Acts 8:26-40; John 6:44-51

Acts’ story of the encounter between Philip and the eunuch on the road to Gaza is about a man who has suffered a profound humiliation and loss who is drawn to Jesus because of his suffering.  The eunuch, castrated as a child to render him harmless as a guardian of the royal harem, holds a privileged position in the court of Candace, queen of Ethiopia, as her trusted treasurer.

He has high status, rides in a chariot, is well cared for, but he holds in his heart a deep suffering for the loss of his manhood and any hope of posterity, He has literally been cut off from the future, humiliated at the core of his being.
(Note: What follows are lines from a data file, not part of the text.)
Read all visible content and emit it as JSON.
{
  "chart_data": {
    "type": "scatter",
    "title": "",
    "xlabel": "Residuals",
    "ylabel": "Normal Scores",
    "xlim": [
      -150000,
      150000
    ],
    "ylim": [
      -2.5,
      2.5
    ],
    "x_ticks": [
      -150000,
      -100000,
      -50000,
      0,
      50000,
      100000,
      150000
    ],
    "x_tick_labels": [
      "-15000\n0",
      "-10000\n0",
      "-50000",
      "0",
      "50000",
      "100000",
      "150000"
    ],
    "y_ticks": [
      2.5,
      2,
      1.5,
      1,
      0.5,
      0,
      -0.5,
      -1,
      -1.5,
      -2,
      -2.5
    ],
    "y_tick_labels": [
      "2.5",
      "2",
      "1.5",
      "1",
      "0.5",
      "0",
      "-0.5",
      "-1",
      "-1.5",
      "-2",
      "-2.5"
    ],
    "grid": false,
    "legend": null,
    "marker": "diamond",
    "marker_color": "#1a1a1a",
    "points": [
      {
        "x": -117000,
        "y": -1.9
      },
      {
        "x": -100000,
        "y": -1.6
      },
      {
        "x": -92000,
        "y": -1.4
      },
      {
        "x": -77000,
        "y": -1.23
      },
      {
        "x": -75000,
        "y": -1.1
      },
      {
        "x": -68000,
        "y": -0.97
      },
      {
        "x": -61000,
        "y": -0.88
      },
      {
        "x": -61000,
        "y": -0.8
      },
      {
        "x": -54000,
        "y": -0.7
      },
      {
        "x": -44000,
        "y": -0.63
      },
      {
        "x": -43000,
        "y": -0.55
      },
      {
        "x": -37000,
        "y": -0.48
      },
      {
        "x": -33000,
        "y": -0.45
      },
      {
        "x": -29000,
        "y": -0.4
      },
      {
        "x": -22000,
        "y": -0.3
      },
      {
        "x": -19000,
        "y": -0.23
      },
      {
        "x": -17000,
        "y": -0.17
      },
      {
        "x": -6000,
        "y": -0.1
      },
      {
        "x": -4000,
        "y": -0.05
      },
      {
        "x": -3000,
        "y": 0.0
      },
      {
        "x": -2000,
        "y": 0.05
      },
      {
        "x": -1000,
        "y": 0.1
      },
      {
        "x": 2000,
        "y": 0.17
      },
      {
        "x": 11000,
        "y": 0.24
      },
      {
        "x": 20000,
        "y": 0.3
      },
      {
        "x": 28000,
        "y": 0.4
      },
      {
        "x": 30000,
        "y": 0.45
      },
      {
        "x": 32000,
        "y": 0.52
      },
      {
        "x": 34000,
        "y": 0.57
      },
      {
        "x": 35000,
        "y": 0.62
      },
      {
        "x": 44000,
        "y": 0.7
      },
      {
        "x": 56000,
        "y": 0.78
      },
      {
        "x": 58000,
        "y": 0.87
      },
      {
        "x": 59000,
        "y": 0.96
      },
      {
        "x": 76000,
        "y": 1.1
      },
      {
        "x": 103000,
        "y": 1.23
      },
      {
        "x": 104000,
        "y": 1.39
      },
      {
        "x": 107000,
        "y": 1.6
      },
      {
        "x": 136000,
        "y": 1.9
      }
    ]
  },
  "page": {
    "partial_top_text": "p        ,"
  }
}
When he reads Isaiah’s description of another victim of personal violence who is called a chosen servant of God, his heart leaps within him.

Philip then appears next to the chariot and is invited up to help the eunuch understand that the figure who was silent before the shearer and was led to slaughter was in fact Jesus, crucified for the sins of the world.  The man requests baptism and as Philip disappears, he rides on in joy at having found meaning and intimate union with the suffering of Jesus.

This story has added significance because of Jesus’ words recorded in Matthew 19:12: “For some are incapable of marriage from birth, some have been made so by men and some have made themselves as such for the sake of the kingdom of heaven.”  The passage has been cited to support voluntary celibacy, but it also addresses the suffering of those rendered involuntarily impotent from birth or by violence or other circumstances beyond their control.

In a culture that prizes sexual performance and equates it with power and success, we might overlook the suffering of those who have been rendered unable to experience sexual intimacy because of physical or mental disability or because they were sexually abused, or because of circumstances of rejection, damaged self-confidence or loveless and abusive relationships that have effectively made them “eunuchs.”

Voluntary abstinence in celibacy becomes all the more heroic in our eroticized culture, and it is clearly a path that has freed many to selflessly serve others and find personal integrity and spiritual focus not compatible with marriage or partnering. These are matters of profound personal discernment that make freedom critical, a source of joy for those who can abstain but a source of suffering for those who have had no choice. 

The Good News is that Jesus walks with all of us through life, where suffering comes to everyone, whether in isolation and loneliness or in the complex demands of committed relationships where sexuality is both gift and a source of intimate vulnerability and a school for selfless love.  Age and loss of health will make celibates of everyone, and death awaits both the Lothario and the Monk. What matters is whether we learn to love and gives ourselves for something greater than self.  Jesus waits to help us and to welcome us into his Kingdom, where everyone will find wholeness in God’s infinite love.